Dow concedes that changes in tone were made to accommodate certain Metro officials' "sensitivities," but says all substantive changes were made in the name of accuracy and objectivity, not because of political pressure.

Among the changes:

*U'Ren's draft said it appeared that "Metro Open Spaces staff is willing to acquire certain properties at all costs." In the final report, this language was removed.

*The draft audit noted on page 14 that Metro bought an unexpectedly large proportion of its land--84 percent--outside the urban growth boundary, where land can't be developed anyway. This was controversial information, as the open-spaces campaign had stressed that tax dollars would be used to rescue land from development. This fact is "critical" to judging the program, wrote U'Ren in his notes. In the final report, this observation is moved to an appendix in the back of the audit.

*Appraisals that had serious problems were termed "not credible" in the draft audit. In the final version the language was changed to having "elements of concern."

*The draft audit questioned six of 12 appraisals studied. The final questioned only four.

Public records show that U'Ren disagreed with this change. Specifically, he objected to the removal from the "questionable" list of appraisals a piece of property on Cooper Mountain.
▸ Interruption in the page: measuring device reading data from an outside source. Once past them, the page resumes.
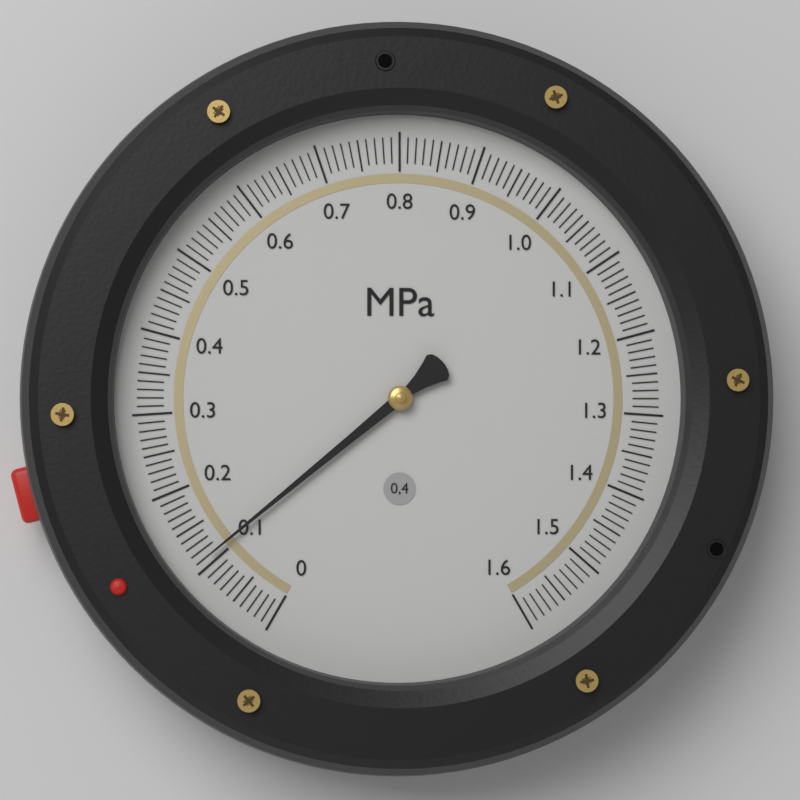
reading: 0.11 MPa
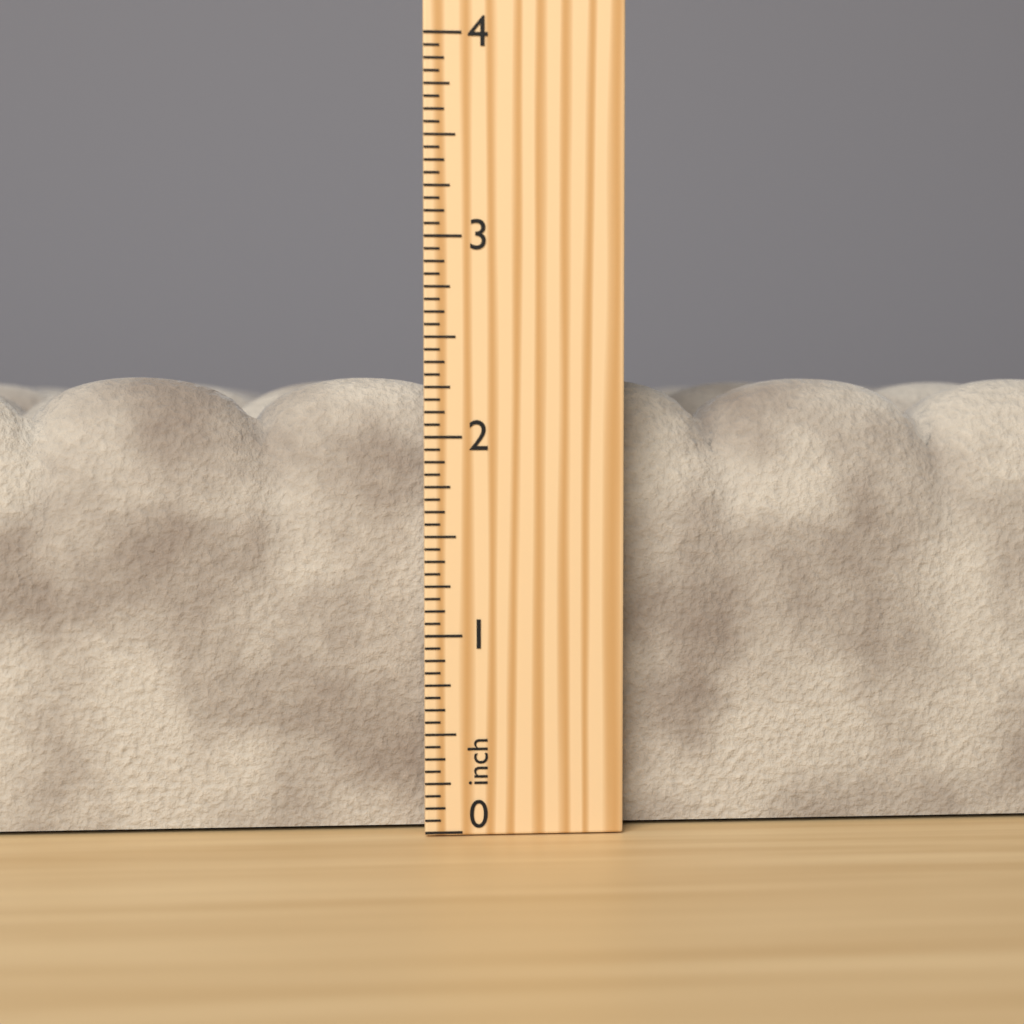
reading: 2.3125 inch
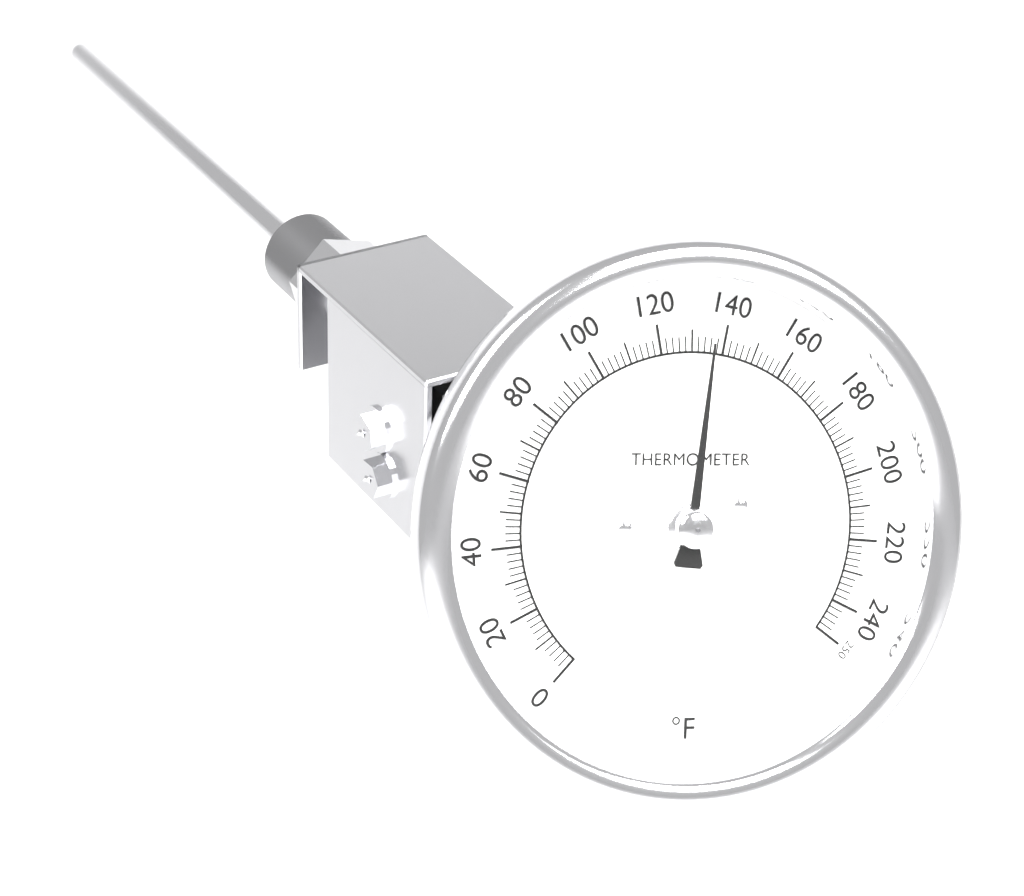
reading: 136 °F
Though Metro staff judged the land to be "worth no more than $485,000," it was eventually appraised and purchased for $630,000. "I still strongly believe that no private sector buyer would pay as much for this property as Metro did," U'Ren wrote Dow in a subsequent letter.
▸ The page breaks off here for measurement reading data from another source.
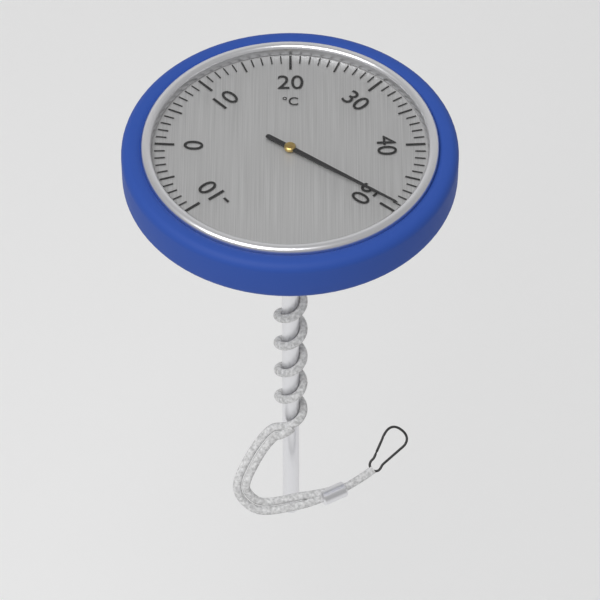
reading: 49 °C
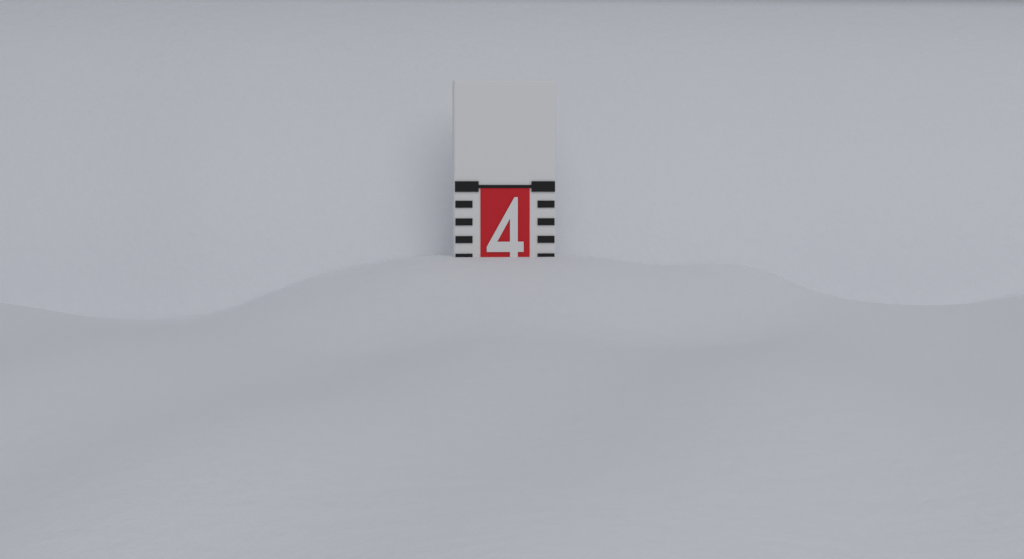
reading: 3.6 (no unit)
Asked about the disagreement, U'Ren says, "Initially I did not concur [with Dow], but after further analysis I did concur."

Today, things are settling back to normal. The auditor's budget was restored. But tension remains between Dow and her counterparts in the Metro Council and executive's office.
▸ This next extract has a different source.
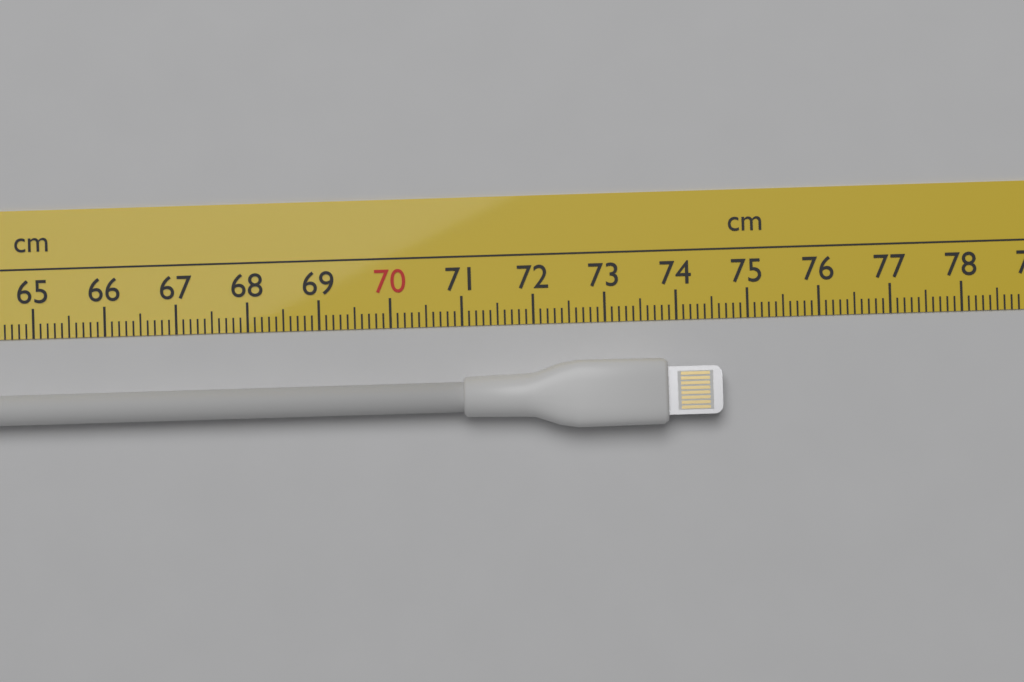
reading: 74.6 cm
Some people feel the final audit was watered down. When told of the audit's findings, Tom Harris, a former Portland appraiser who valued properties for the program, said, "Boy, did we have our blinders on, or what?"

As for U'Ren, he says he is content with the final report. Have his opinions changed since the first draft? "Oh man, that [question] gets me into tricky water," he says, before declining to elaborate. He supports the decision to remove his conclusions, because they were based in part on confidential sources, not documents.

Kvistad says he is not surprised by the reaction Dow got. "Anytime you take on a Metro sacred cow," he says, "you are attacked fairly severely. I'm not saying I agree with her audit. I'm saying she stepped into one of the Metro areas that's off-limits to criticism."

For her part, Dow says she resents the perception among councilors that she pursued the audit to get headlines, as well as the suggestion that she watered it down to avoid making waves. "I am a very strong individual. I do the job that needs to get done," she says.